A staggering new report is shining a spotlight on what critics say is a nationwide scandal hiding in plain sight: industrial-scale health care fraud centered in Los Angeles County — and paid for by American taxpayers.

The revelations come as federal officials ramp up scrutiny of abuse inside Medicare and Medicaid, with Centers for Medicare & Medicaid Services Administrator Dr. Mehmet Oz already warning that fraud networks are exploiting loopholes meant to protect seniors. According to a Fox News investigation, Los Angeles County has quietly become one of the largest hubs of suspicious home health and hospice billing in the country — on a scale so large it distorts national spending data.

One case highlighted in the report reads like something out of a crime thriller. A single doctor allegedly billed the federal government $120 million in just one year, claiming to oversee roughly 1,900 patients across nearly 2,000 hospice agencies. To put that in perspective, Fox noted that Los Angeles County alone has more hospice providers than 36 entire states combined — and roughly 30 times more than Florida or New York.

Even more alarming: nearly 18% of all home health care billing in the United States originates from that one California county.

“How is that possible?” the report asked bluntly.

Investigators pointed to a map showing an absurd concentration of hospice businesses packed into a tiny geographic area. In one two-mile radius, reporters found 287 hospice providers operating out of strip malls, unmarked buildings, a wrecking yard, and even a vacant lot. The clustering raises obvious red flags about whether many of these operations exist primarily on paper to siphon government money.

The underlying problem, critics argue, is a bloated bureaucratic system that can be gamed from anywhere in the world. Licensing and billing processes rely heavily on documentation and digital filings — making it easier for bad actors to exploit weak oversight.

As one expert put it in the segment: “All of it is just paperwork. I could fill that out in Kazakhstan if I want and get a hospice license waiting for me.”

Dr. Oz amplified the warning on social media, urging seniors and their families to stay alert. He said scammers posing as sales representatives are pressuring older Americans to unknowingly enroll in hospice programs. Signing those forms can automatically forfeit a patient’s regular Medicare benefits — a devastating consequence for vulnerable families.

“Seniors and caretakers, please be careful,” Oz wrote. “People… are targeting older Americans to trick them into signing up for Hospice without their knowledge. If they get you to sign, you will forfeit regular Medicare benefits. DON’T DO IT.”

He encouraged anyone who suspects fraud to report it immediately through Medicare’s hotline.

The revelations arrive amid broader concerns that large-scale entitlement fraud is draining public resources while honest citizens struggle with rising health costs. Conservatives argue that weak enforcement, political reluctance to confront organized fraud rings, and an expanding federal bureaucracy have created a perfect storm.

At its core, the scandal isn’t just about money — it’s about trust. Medicare was built to protect America’s seniors, not to bankroll fraudulent operations hiding behind storefront addresses and paperwork loopholes. If even a fraction of the allegations are accurate, taxpayers aren’t just being cheated — they’re funding a system that exploits the very people it claims to serve.

And many Americans are asking the same question: how long has this been happening, and who allowed it to grow this big?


Assigned task -> Review the material line by line. Identify and copy every line that contains the string "Natural".

^^^^^^^^^^^^^^^^

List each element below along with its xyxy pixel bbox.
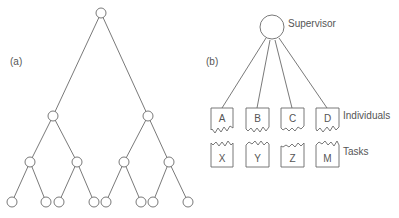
task-label: Z [289, 153, 295, 164]
task-box-z: Z [281, 143, 304, 167]
tree-nodes [7, 8, 193, 207]
tree-edge [53, 116, 77, 162]
tree-node [25, 157, 35, 167]
individuals-label: Individuals [343, 110, 390, 121]
panel-b-label: (b) [206, 56, 218, 67]
task-box-y: Y [246, 141, 269, 167]
individual-box-a: A [211, 108, 233, 133]
tree-edge [148, 116, 169, 162]
tree-edge [124, 116, 148, 162]
tree-node [143, 111, 153, 121]
supervisor-edge-c [275, 40, 292, 108]
tree-edges [12, 13, 188, 202]
tasks-label: Tasks [343, 146, 369, 157]
tree-node [101, 197, 111, 207]
tree-edge [153, 162, 169, 202]
tree-node [148, 197, 158, 207]
tree-edge [106, 162, 124, 202]
supervisor-edge-b [257, 40, 270, 108]
tree-node [183, 197, 193, 207]
tree-edge [30, 116, 53, 162]
tree-node [89, 197, 99, 207]
individual-label: D [324, 113, 331, 124]
tree-node [54, 197, 64, 207]
tree-edge [12, 162, 30, 202]
diagram-canvas: (a) (b) Supervisor A B C D Individuals [0, 0, 399, 218]
task-box-x: X [211, 141, 233, 167]
tree-node [136, 197, 146, 207]
task-label: Y [254, 153, 261, 164]
tree-edge [124, 162, 141, 202]
task-label: M [323, 153, 331, 164]
tree-edge [101, 13, 148, 116]
tree-node [41, 197, 51, 207]
supervisor-node [260, 15, 284, 39]
tree-node [48, 111, 58, 121]
supervisor-edge-d [279, 38, 327, 108]
individual-label: C [289, 113, 296, 124]
panel-a-tree [7, 8, 193, 207]
tree-edge [59, 162, 77, 202]
task-label: X [219, 153, 226, 164]
tree-edge [169, 162, 188, 202]
individual-box-d: D [316, 108, 339, 132]
panel-a-label: (a) [10, 56, 22, 67]
tree-node [7, 197, 17, 207]
supervisor-label: Supervisor [288, 18, 336, 29]
task-box-m: M [316, 141, 339, 167]
tree-node [119, 157, 129, 167]
individual-box-b: B [246, 108, 269, 132]
panel-b-hierarchy: Supervisor A B C D Individuals X Y [211, 15, 390, 167]
tree-edge [30, 162, 46, 202]
tree-edge [77, 162, 94, 202]
individual-label: A [219, 113, 226, 124]
tree-node [96, 8, 106, 18]
tree-edge [53, 13, 101, 116]
tree-node [72, 157, 82, 167]
tree-node [164, 157, 174, 167]
individual-label: B [254, 113, 261, 124]
individual-box-c: C [281, 108, 304, 131]
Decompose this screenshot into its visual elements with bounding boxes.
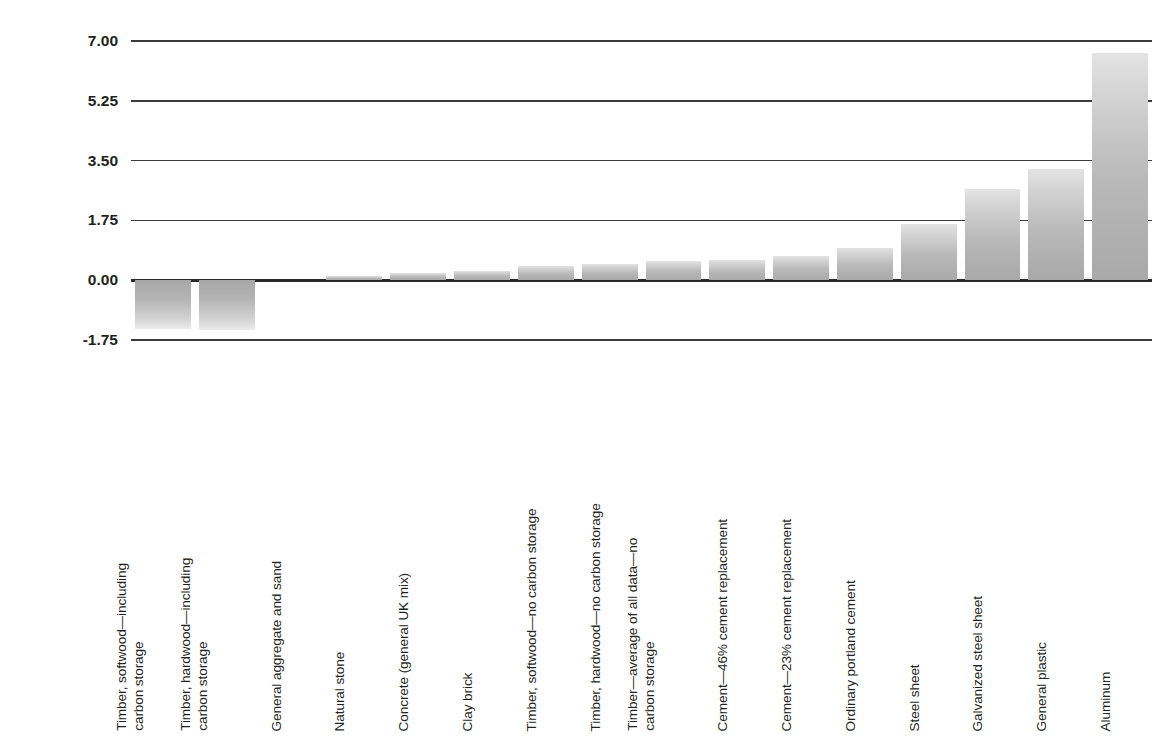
x-axis-label: Cement—23% cement replacement — [769, 345, 833, 731]
bars-group — [131, 41, 1152, 340]
bar-slot — [961, 41, 1025, 340]
bar-slot — [769, 41, 833, 340]
x-axis-label-line: carbon storage — [195, 558, 212, 731]
bar — [390, 273, 446, 280]
bar-slot — [897, 41, 961, 340]
x-axis-label: Aluminum — [1088, 345, 1152, 731]
bar-slot — [833, 41, 897, 340]
bar — [326, 276, 382, 280]
x-axis-label: General aggregate and sand — [259, 345, 323, 731]
bar — [1028, 169, 1084, 280]
x-axis-label-line: Ordinary portland cement — [842, 580, 857, 731]
x-axis-label: Concrete (general UK mix) — [386, 345, 450, 731]
bar-slot — [195, 41, 259, 340]
x-axis-label-line: Aluminum — [1098, 671, 1113, 731]
bar-slot — [1024, 41, 1088, 340]
x-axis-label: Cement—46% cement replacement — [705, 345, 769, 731]
x-axis-label-line: Timber, hardwood—no carbon storage — [587, 503, 602, 731]
x-axis-label: Timber—average of all data—nocarbon stor… — [642, 345, 706, 731]
bar — [582, 264, 638, 280]
bar-slot — [131, 41, 195, 340]
bar-slot — [578, 41, 642, 340]
x-axis-label-line: carbon storage — [642, 538, 659, 731]
x-axis-label: Clay brick — [450, 345, 514, 731]
x-axis-label-line: General plastic — [1034, 642, 1049, 731]
bar-chart: 2½lb (1kg) CO2 emissions per 2½lb (1kg) … — [0, 0, 1158, 737]
bar-slot — [322, 41, 386, 340]
bar — [1092, 53, 1148, 280]
bar-slot — [259, 41, 323, 340]
x-axis-label: Timber, softwood—no carbon storage — [514, 345, 578, 731]
y-tick-label: 5.25 — [0, 92, 118, 110]
bar — [646, 261, 702, 280]
x-axis-label-line: General aggregate and sand — [268, 561, 283, 731]
y-tick-label: -1.75 — [0, 331, 118, 349]
bar-slot — [642, 41, 706, 340]
x-axis-label-line: Cement—46% cement replacement — [715, 519, 730, 731]
bar-slot — [514, 41, 578, 340]
bar-slot — [450, 41, 514, 340]
y-tick-label: 3.50 — [0, 152, 118, 170]
x-axis-label: Natural stone — [322, 345, 386, 731]
x-axis-label-line: Cement—23% cement replacement — [779, 519, 794, 731]
bar — [135, 280, 191, 329]
x-axis-label-line: carbon storage — [131, 563, 148, 731]
bar-slot — [1088, 41, 1152, 340]
x-axis-label-line: Timber, hardwood—including — [178, 558, 193, 731]
x-axis-label: Timber, hardwood—includingcarbon storage — [195, 345, 259, 731]
x-axis-label-line: Natural stone — [332, 651, 347, 731]
bar — [709, 260, 765, 280]
x-axis-label-line: Galvanized steel sheet — [970, 596, 985, 731]
x-axis-label: Ordinary portland cement — [833, 345, 897, 731]
x-axis-label: Steel sheet — [897, 345, 961, 731]
y-tick-label: 1.75 — [0, 211, 118, 229]
x-axis-label-line: Clay brick — [460, 672, 475, 731]
y-tick-label: 0.00 — [0, 271, 118, 289]
x-axis-label-line: Timber—average of all data—no — [625, 538, 640, 731]
bar — [901, 224, 957, 280]
x-axis-label-line: Concrete (general UK mix) — [396, 573, 411, 731]
x-axis-categories: Timber, softwood—includingcarbon storage… — [131, 345, 1152, 737]
bar-slot — [705, 41, 769, 340]
bar — [454, 271, 510, 280]
bar — [965, 189, 1021, 281]
x-axis-label: General plastic — [1024, 345, 1088, 731]
bar-slot — [386, 41, 450, 340]
y-tick-label: 7.00 — [0, 32, 118, 50]
x-axis-label-line: Timber, softwood—including — [115, 563, 130, 731]
x-axis-label-line: Steel sheet — [906, 664, 921, 731]
bar — [518, 266, 574, 280]
bar — [773, 256, 829, 280]
x-axis-label-line: Timber, softwood—no carbon storage — [523, 508, 538, 731]
x-axis-label: Galvanized steel sheet — [961, 345, 1025, 731]
bar — [199, 280, 255, 330]
bar — [837, 248, 893, 280]
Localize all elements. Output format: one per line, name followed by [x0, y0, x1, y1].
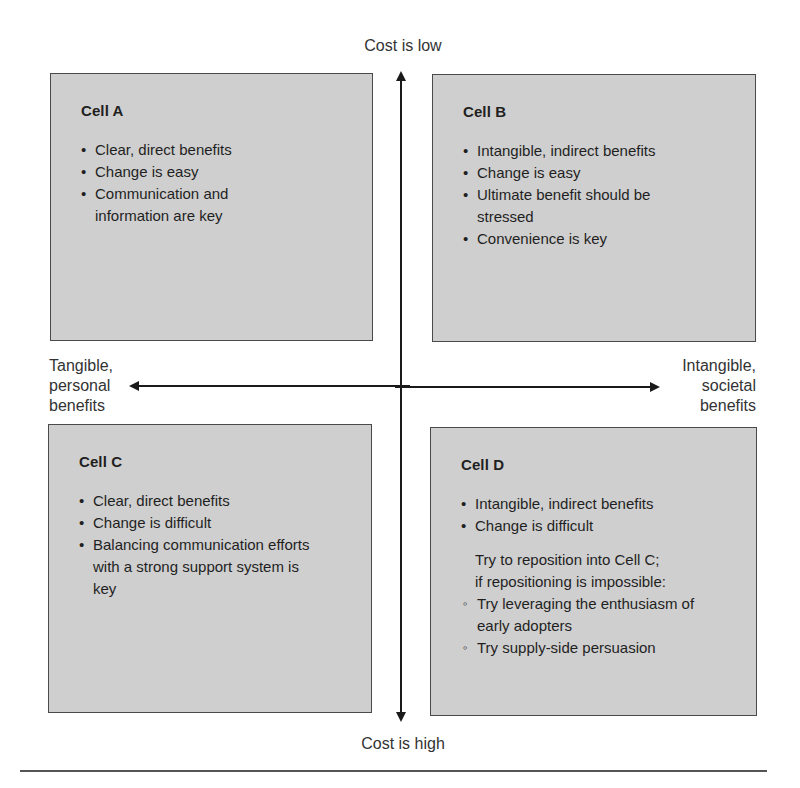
axis-label-line: Tangible,	[49, 356, 139, 376]
cell-bullet-list: Clear, direct benefits Change is easy Co…	[81, 139, 372, 227]
axis-label-tangible-benefits: Tangible, personal benefits	[49, 356, 139, 416]
cell-title: Cell A	[81, 102, 372, 119]
axis-label-cost-high: Cost is high	[348, 734, 458, 754]
list-item: Change is difficult	[461, 515, 756, 537]
cell-bullet-list: Intangible, indirect benefits Change is …	[461, 493, 756, 537]
list-item: Clear, direct benefits	[79, 490, 371, 512]
bottom-divider	[20, 770, 767, 772]
cell-title: Cell B	[463, 103, 755, 120]
list-item: Change is difficult	[79, 512, 371, 534]
axis-label-line: personal	[49, 376, 139, 396]
note-line: if repositioning is impossible:	[475, 571, 756, 593]
list-item: Change is easy	[81, 161, 372, 183]
cell-b: Cell B Intangible, indirect benefits Cha…	[432, 74, 756, 342]
axis-label-line: societal	[656, 376, 756, 396]
cell-d: Cell D Intangible, indirect benefits Cha…	[430, 427, 757, 716]
axis-label-intangible-benefits: Intangible, societal benefits	[656, 356, 756, 416]
cell-c: Cell C Clear, direct benefits Change is …	[48, 424, 372, 713]
note-line: Try to reposition into Cell C;	[475, 549, 756, 571]
list-item: Clear, direct benefits	[81, 139, 372, 161]
list-item: Communication and information are key	[81, 183, 285, 227]
cell-title: Cell C	[79, 453, 371, 470]
axis-label-line: Intangible,	[656, 356, 756, 376]
list-item: Intangible, indirect benefits	[463, 140, 755, 162]
sub-list-item: Try supply-side persuasion	[463, 637, 756, 659]
cell-bullet-list: Clear, direct benefits Change is difficu…	[79, 490, 371, 600]
cell-bullet-list: Intangible, indirect benefits Change is …	[463, 140, 755, 250]
list-item: Convenience is key	[463, 228, 755, 250]
sub-list-item: Try leveraging the enthusiasm of early a…	[463, 593, 727, 637]
cell-title: Cell D	[461, 456, 756, 473]
list-item: Balancing communication efforts with a s…	[79, 534, 318, 600]
axis-label-line: benefits	[49, 396, 139, 416]
list-item: Intangible, indirect benefits	[461, 493, 756, 515]
list-item: Ultimate benefit should be stressed	[463, 184, 677, 228]
list-item: Change is easy	[463, 162, 755, 184]
cell-a: Cell A Clear, direct benefits Change is …	[50, 73, 373, 341]
reposition-note: Try to reposition into Cell C; if reposi…	[475, 549, 756, 593]
cell-sub-bullet-list: Try leveraging the enthusiasm of early a…	[461, 593, 756, 659]
axis-label-line: benefits	[656, 396, 756, 416]
axis-label-cost-low: Cost is low	[348, 36, 458, 56]
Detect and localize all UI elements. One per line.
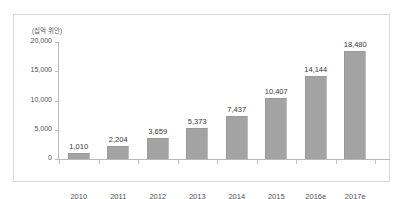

^^^^^^^^^^^^^^^^

Exercise result ->
x-axis-label: Natural stone — [322, 345, 386, 731]
x-axis-label-line: Natural stone — [332, 651, 347, 731]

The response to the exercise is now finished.